“Knowledge is the plague of life, and consciousness, an open wound in its heart.”
On the Heights of Despair (1934)
Book II, Ch. 12
Essais (1595), Book II
“Knowledge is the plague of life, and consciousness, an open wound in its heart.”
On the Heights of Despair (1934)
“There is a plague on Man, the opinion that he knows something.”
Attributed
“Man's knowledge, save before his fellow man,
Is ignorance—his widest wisdom folly.”
The Coming of Love and Other Poems (1897)
Source: "Prophetic Pictures at Venice VII: New Year's Morning, 1867", p. 207.
The Tragic Sense of Life (1913), III : The Hunger of Immortality
1900s, The Strenuous Life: Essays and Addresses (1900), National Duties
Context: In private life there are few beings more obnoxious than the man who is always loudly boasting; and if the boaster is not prepared to back up his words his position becomes absolutely contemptible.
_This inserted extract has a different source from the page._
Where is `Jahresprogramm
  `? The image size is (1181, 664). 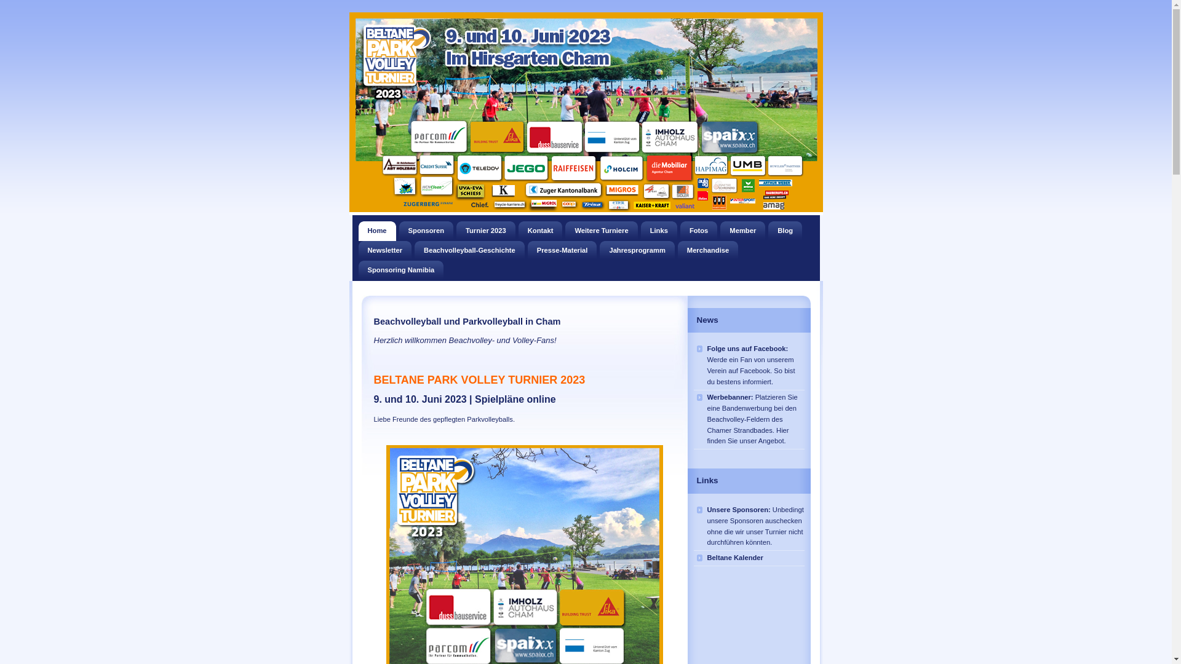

So it is with the nation. It is both foolish and undignified to indulge in undue self-glorification, and, above all, in loose-tongued denunciation of other peoples. Whenever on any point we come in contact with a foreign power, I hope that we shall always strive to speak courteously and respectfully of that foreign power.
“A man's strength is ultimately born of his knowledge of his own weakness …”
Source: Drenai series, Legend, Pt 1: Against the Horde, Ch. 7
Knowing Yourself: The True in the False (1996)
Context: You think: you become that thought. And consciousness, or the state of pure awareness, is lost. The highest knowledge man can possess is that which is true in his own experience. If his experience is limited, so is his knowledge and he behaves accordingly.
Source: Carlos Castaneda (1971) Separate Reality: Conversations With Don Juan. p. 85; As cited in: Eugene Dupuis (2001) Time Shift: Managing Time to Create a Life You Love. Ch. 5: Self Management
“No man's knowledge here can go beyond his experience.”